This week it was announced that the 2020 United Nations climate change conference–the so-called ‘Conference of the Parties’ (COP)–is set to take place in the UK.
Before everyone gets too excited, no, another climate summit won’t fix the climate crisis. After three decades of negotiations, the actions countries have pledged to take to tackle climate change put us on track for a catastrophic minimum 3C rise in average global temperatures.
But as well as being an important arena of struggle in itself, COP26 will present major opportunities for the UK climate justice movement. Here are four.
1. Breaking out of the green silo.
In recent months, the UK’s climate movement has been rejuvenated by a number of grassroots campaigns. Extinction Rebellion have stepped up the frequency and visibility of direct action, youth climate strikers have put forward a clear moral message about the urgency of tackling the crisis we face, and campaigners for a ‘green new deal’ for the UK and beyond have presented a clear vision of how to do so.

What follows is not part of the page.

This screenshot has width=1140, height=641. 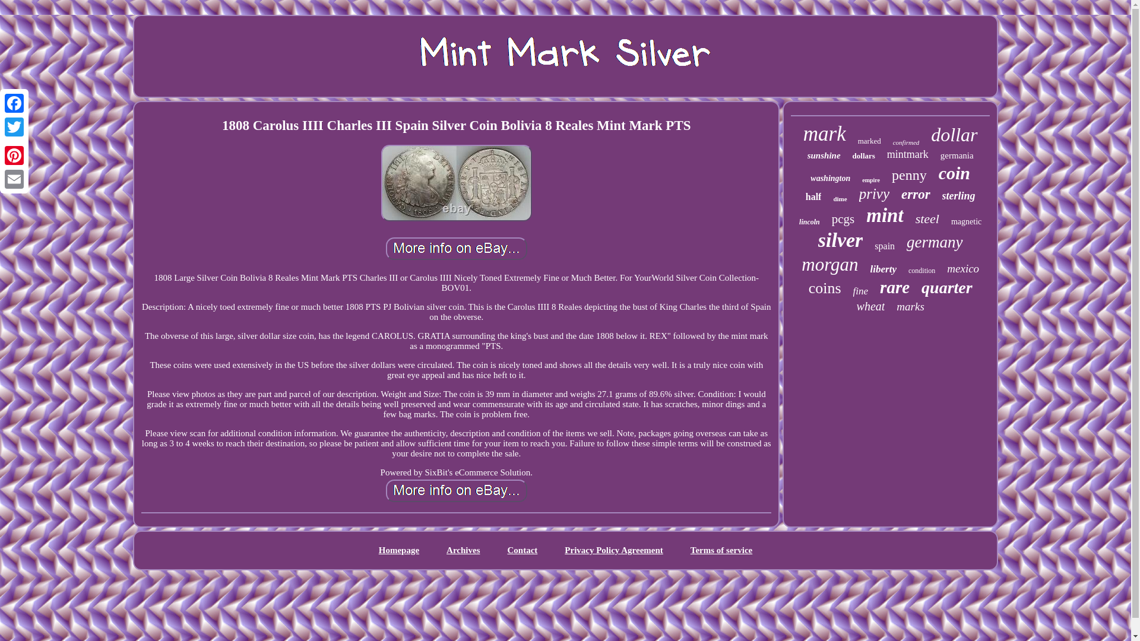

Politicians and many mainstream NGOs have responded to this new wave of climate activism by rushing to make empty pronouncements about our current state of ‘climate emergency’. But the one thing international climate talks have never been about is the environment.
The COP is essentially an encounter between former colonial powers trying to assert their dominance and formerly colonised nations trying to resist them: COPs are, and always have been, about who lives and dies. With a UK COP26, the climate justice movement has a clear opportunity to break out of the narrow green silo and advance an agenda of system change.

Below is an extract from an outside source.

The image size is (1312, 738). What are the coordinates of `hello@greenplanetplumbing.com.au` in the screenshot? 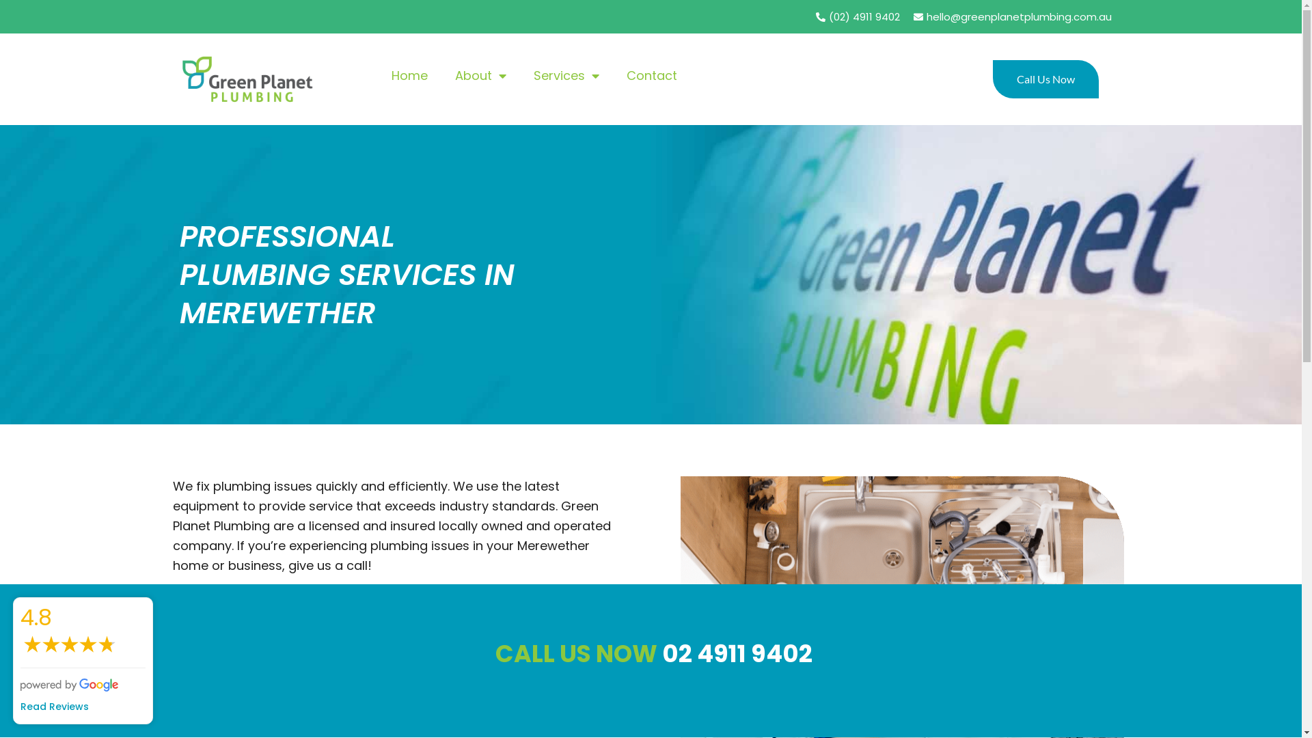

2. Learning from movements from around the globe.
Despite being dominated by the agendas of corporations and elites, international climate summits still attract representatives from social movements from across the globe: those on the frontlines, for whom the climate crisis is just one aspect of the fight for global justice. When it comes to breaking out of the green silo, and strategies for building power, movements in the UK can learn a lot from them.
COP26 provides an opportunity to raise local justice campaigns to an international level and connect them to global struggles. For example, 50% of the poorest areas in London have illegal levels of air pollution, with devastating health impacts, compared to 2% of London’s wealthiest areas. COP26 means campaigns to address this injustice can be given an international platform and connect with the struggles of millions in the Global South who are dying from the same pollution and environmental degradation.
By working together and forming new alliances with these groupings, we can build people power behind a global climate justice movement, and further popularise the politics of system change.
3. Showing the UK is far from a ‘climate leader’.
The UK has long declared itself a climate leader. But the international spotlight that comes with hosting a COP will allow us to draw attention to the rank hypocrisy of these proclamations. The UK is historically the fifth worst emitter of greenhouse gases, having generated 80% of global emissions of CO2 from fossil fuel combustion in 1825, and continuing to generate more than half the world’s emissions far into the 19th century.
Today, the UK government is building a new runway at Heathrow airport and forcing fracking on communities against their will whilst promising an underwhelming ‘net zero’ emissions goal for 2050–a target that makes a mockery of climate science, any idea of climate justice, and the urgent need to act. Meanwhile, recent reports condemn the British aid budget for funding fossil fuels, and the City and British-based multinationals are driving climate breakdown by funding deadly extractivism in the Global South, with environmental defenders regularly murdered with impunity. Climate leaders we are not.
4. Redefining our relationship to the rest of the world.
To take on its fair share of collective global action, by 2030 the UK would need to reduce its emissions 202% below 1990 levels. This is obviously greater than what we can physically achieve within our own borders, and we therefore need to fund mitigation efforts in poorer countries. This is in addition to supporting them to cover the massive costs of adapting to a changing climate, dealing with damages, and supporting hundreds of millions of climate migrants over the coming decades. The UK’s fair share of these aggregate costs would easily be in the hundreds of billions.
This challenge is not something the domestic environmental movement often talks about. But by playing host to COP26, the movement has a chance to push for the country to redefine its relationship to the rest of the world in the post-Brexit era. Those who refuse to let imperial nostalgia become the accepted goal for the UK can and should put forward an alternative vision of international solidarity and cooperation–and not pave the way for a new wave of green colonialism that simply replicates patterns of exploitation.
At COP26, like other COPs before, false solutions to the climate crisis such as carbon markets and geoengineering will be put forward by the very same actors who caused the crisis in the first place. The UK climate movement must rise to the challenge of countering them, raising truly radical demands that put movements and communities in the driving seat, and attacking the very system that ensures the suffering of the many pays for the luxuries of the few.
Nathan Thanki is co-ordinator for the Global Campaign to Demand Climate Justice.
Asad Rehman is executive director at War on Want.